Eventually, Jacob’s rage at his desperate life erupts into violence and life is never the same for Rebecca and her brothers.

More violence and despair follow as Rebecca falls in love with Niles Tigor, a man whose moods alternate wildly, one moment tender and passionate towards Rebecca and then cruelly indifferent and brutally agressive. Rebecca has a miscarriage, brought by Niles’s violent attack. She stays with him until she can no longer bear his cruelty and in fear of her life and that of her son Niley she turns on him and flees thinking she may have killed him.

The third section of the book follows her life with Chet, his desire to marry her and her increasing anxiety and fear that Niles will discover where she is. Chet is a musician and helps Niles to become a pianist. Chet is from a wealthy family in contrast to Rebecca, now Hazel and she lives a life of luxury, still haunted by the fear of Niles. Music is a motif that runs through the book. Niley has inherited his musical talent from Anna, who used to play in the ‘old country’ and stifled by Jacob she still listened secretly to music on the radio and introduced Rebecca to Beethoven’s Appassionata; a memory that Rebecca cherished throughout her life, culminating in Niley’s triumphant performance of the sonata. I read the account of his performance with increasing tension as Hazel (Rebecca) can hardly breathe in her dread of a catastrophe.

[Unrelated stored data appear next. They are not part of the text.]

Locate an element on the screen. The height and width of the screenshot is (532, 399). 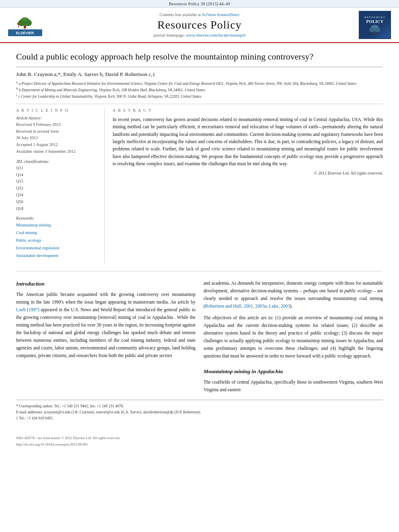
email-addresses: jcraynon@vt.edu (J.R. Craynon), esarver@… is located at coordinates (123, 412).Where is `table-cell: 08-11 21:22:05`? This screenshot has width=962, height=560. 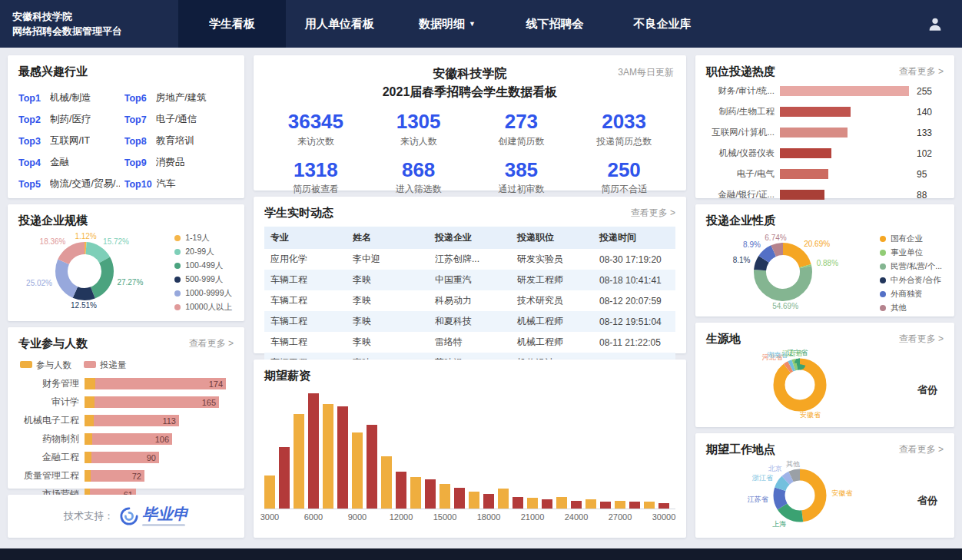 table-cell: 08-11 21:22:05 is located at coordinates (635, 343).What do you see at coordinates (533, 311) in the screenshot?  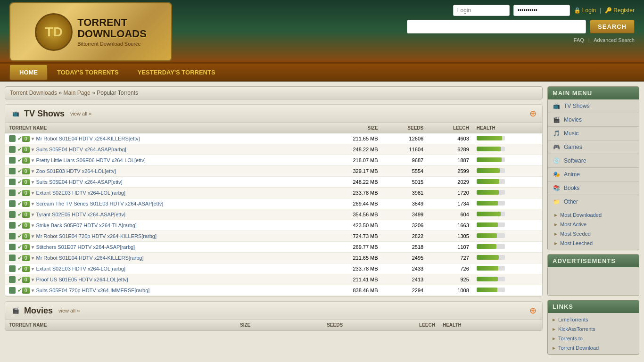 I see `movies-rss-icon: ⊕` at bounding box center [533, 311].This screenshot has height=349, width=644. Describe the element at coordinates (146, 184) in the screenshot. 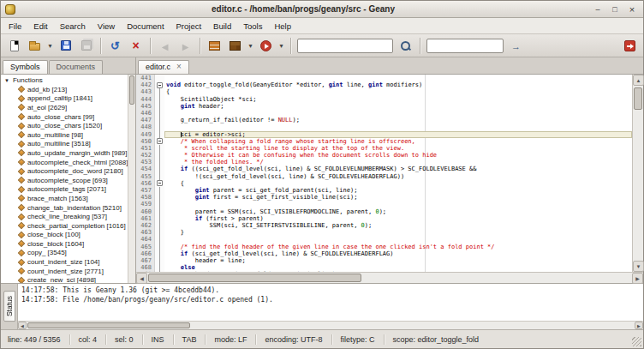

History and how we perceive it is a thread running through the book. Here are two quotes that struck me:

History has no existence. All that exists are individuals, and of these, only individual moments as broken off from one another as shattered vetebrae.

and

History is an invention of books. In biological anthropology we note that the wish to perceive “meaning” is one trait of our species among many. But that does not posit “meaning” in the world. If history did exist it is a great river/cesspool into which countless small streams and tributaries flow. In one direction. Unlike sewage it cannot back up. It cannot be “tested” – “demonstrated”. It simply is. If the river dries up, the river disappears. There is no “river-destiny”. There are merely accidents in time.

But it’s the final section for me that stands up to the story of Rebecca’s childhood and in some ways completes the story. And yet …

I don’t want to spoil it for anyone, so I’ll just say the ending did surprise me and touched me enormously. It made a great ending for this melodramatic and memorable book. There is an interview with Joyce Carol Oates at the back of the book and I was not surprised to read that this part of the book had the power to bring tears to her eyes, even though she had written it herself. It brought tears to my eyes too. The favourite parts of the book for her included the scenes in the gravedigger’s house and the exchanges between the father and his children, which I think are very powerful.

I’ve also written about this book here and here. It qualifies for my second book for the RIP III Challenge.